- _WHAT IS BEING ASKED_
From start to end of the material below, restate each line exactly.

DATA section start

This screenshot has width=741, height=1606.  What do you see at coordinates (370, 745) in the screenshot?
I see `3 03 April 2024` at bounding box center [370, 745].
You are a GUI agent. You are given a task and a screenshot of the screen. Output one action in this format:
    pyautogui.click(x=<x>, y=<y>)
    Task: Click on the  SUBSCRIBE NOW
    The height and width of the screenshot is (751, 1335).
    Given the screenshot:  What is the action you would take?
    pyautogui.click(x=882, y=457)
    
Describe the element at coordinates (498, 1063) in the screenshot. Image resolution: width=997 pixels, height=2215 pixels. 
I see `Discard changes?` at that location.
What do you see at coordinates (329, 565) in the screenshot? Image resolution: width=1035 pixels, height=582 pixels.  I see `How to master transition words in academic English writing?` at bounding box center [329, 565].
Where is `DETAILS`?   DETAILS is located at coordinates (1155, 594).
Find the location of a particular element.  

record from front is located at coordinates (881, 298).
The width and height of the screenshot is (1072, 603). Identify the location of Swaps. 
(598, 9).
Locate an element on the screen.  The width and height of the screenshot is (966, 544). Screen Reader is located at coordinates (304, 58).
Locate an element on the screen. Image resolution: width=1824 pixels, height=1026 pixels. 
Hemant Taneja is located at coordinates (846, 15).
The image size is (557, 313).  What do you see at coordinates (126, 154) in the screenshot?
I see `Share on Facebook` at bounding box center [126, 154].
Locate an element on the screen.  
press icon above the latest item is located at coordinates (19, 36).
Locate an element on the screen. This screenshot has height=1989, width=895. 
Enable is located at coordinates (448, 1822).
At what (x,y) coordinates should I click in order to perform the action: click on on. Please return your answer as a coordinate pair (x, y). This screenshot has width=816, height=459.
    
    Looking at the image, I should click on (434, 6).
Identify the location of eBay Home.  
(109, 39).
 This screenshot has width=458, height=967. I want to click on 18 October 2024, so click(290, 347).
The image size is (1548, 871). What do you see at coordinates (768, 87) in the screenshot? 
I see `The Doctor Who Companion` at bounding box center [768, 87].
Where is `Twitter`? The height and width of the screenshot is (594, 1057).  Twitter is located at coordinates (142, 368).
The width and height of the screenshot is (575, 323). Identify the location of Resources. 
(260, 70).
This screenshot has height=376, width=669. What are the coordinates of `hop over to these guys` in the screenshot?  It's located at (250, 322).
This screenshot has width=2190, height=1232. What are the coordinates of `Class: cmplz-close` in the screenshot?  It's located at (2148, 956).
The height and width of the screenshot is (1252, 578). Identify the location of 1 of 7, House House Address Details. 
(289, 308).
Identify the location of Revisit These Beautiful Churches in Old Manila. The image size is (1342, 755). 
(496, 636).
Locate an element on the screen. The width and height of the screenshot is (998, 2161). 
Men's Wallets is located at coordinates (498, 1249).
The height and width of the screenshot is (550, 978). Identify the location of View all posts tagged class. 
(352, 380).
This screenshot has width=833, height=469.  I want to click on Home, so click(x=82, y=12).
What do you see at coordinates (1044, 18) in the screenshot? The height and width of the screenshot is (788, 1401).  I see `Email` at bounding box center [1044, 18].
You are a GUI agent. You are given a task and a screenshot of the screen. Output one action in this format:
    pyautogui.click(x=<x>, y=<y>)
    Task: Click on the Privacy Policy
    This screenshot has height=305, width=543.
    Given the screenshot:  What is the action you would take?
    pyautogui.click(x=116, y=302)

DATA section end

- _TASK RESPONSE_
This screenshot has width=741, height=1606.  What do you see at coordinates (370, 745) in the screenshot?
I see `3 03 April 2024` at bounding box center [370, 745].
You are a GUI agent. You are given a task and a screenshot of the screen. Output one action in this format:
    pyautogui.click(x=<x>, y=<y>)
    Task: Click on the  SUBSCRIBE NOW
    The height and width of the screenshot is (751, 1335).
    Given the screenshot:  What is the action you would take?
    pyautogui.click(x=882, y=457)
    
Describe the element at coordinates (498, 1063) in the screenshot. Image resolution: width=997 pixels, height=2215 pixels. 
I see `Discard changes?` at that location.
What do you see at coordinates (329, 565) in the screenshot? Image resolution: width=1035 pixels, height=582 pixels.  I see `How to master transition words in academic English writing?` at bounding box center [329, 565].
Where is `DETAILS`?   DETAILS is located at coordinates (1155, 594).
Find the location of a particular element.  

record from front is located at coordinates (881, 298).
The width and height of the screenshot is (1072, 603). Identify the location of Swaps. 
(598, 9).
Locate an element on the screen.  The width and height of the screenshot is (966, 544). Screen Reader is located at coordinates (304, 58).
Locate an element on the screen. Image resolution: width=1824 pixels, height=1026 pixels. 
Hemant Taneja is located at coordinates (846, 15).
The image size is (557, 313).  What do you see at coordinates (126, 154) in the screenshot?
I see `Share on Facebook` at bounding box center [126, 154].
Locate an element on the screen.  
press icon above the latest item is located at coordinates (19, 36).
Locate an element on the screen. This screenshot has height=1989, width=895. 
Enable is located at coordinates (448, 1822).
At what (x,y) coordinates should I click in order to perform the action: click on on. Please return your answer as a coordinate pair (x, y). This screenshot has width=816, height=459.
    
    Looking at the image, I should click on (434, 6).
Identify the location of eBay Home.  
(109, 39).
 This screenshot has width=458, height=967. I want to click on 18 October 2024, so click(290, 347).
The image size is (1548, 871). What do you see at coordinates (768, 87) in the screenshot? 
I see `The Doctor Who Companion` at bounding box center [768, 87].
Where is `Twitter`? The height and width of the screenshot is (594, 1057).  Twitter is located at coordinates (142, 368).
The width and height of the screenshot is (575, 323). Identify the location of Resources. 
(260, 70).
This screenshot has height=376, width=669. What are the coordinates of `hop over to these guys` in the screenshot?  It's located at (250, 322).
This screenshot has width=2190, height=1232. What are the coordinates of `Class: cmplz-close` in the screenshot?  It's located at (2148, 956).
The height and width of the screenshot is (1252, 578). Identify the location of 1 of 7, House House Address Details. 
(289, 308).
Identify the location of Revisit These Beautiful Churches in Old Manila. The image size is (1342, 755). 
(496, 636).
Locate an element on the screen. The width and height of the screenshot is (998, 2161). 
Men's Wallets is located at coordinates (498, 1249).
The height and width of the screenshot is (550, 978). Identify the location of View all posts tagged class. 
(352, 380).
This screenshot has width=833, height=469.  I want to click on Home, so click(x=82, y=12).
What do you see at coordinates (1044, 18) in the screenshot? The height and width of the screenshot is (788, 1401).  I see `Email` at bounding box center [1044, 18].
You are a GUI agent. You are given a task and a screenshot of the screen. Output one action in this format:
    pyautogui.click(x=<x>, y=<y>)
    Task: Click on the Privacy Policy
    This screenshot has height=305, width=543.
    Given the screenshot:  What is the action you would take?
    pyautogui.click(x=116, y=302)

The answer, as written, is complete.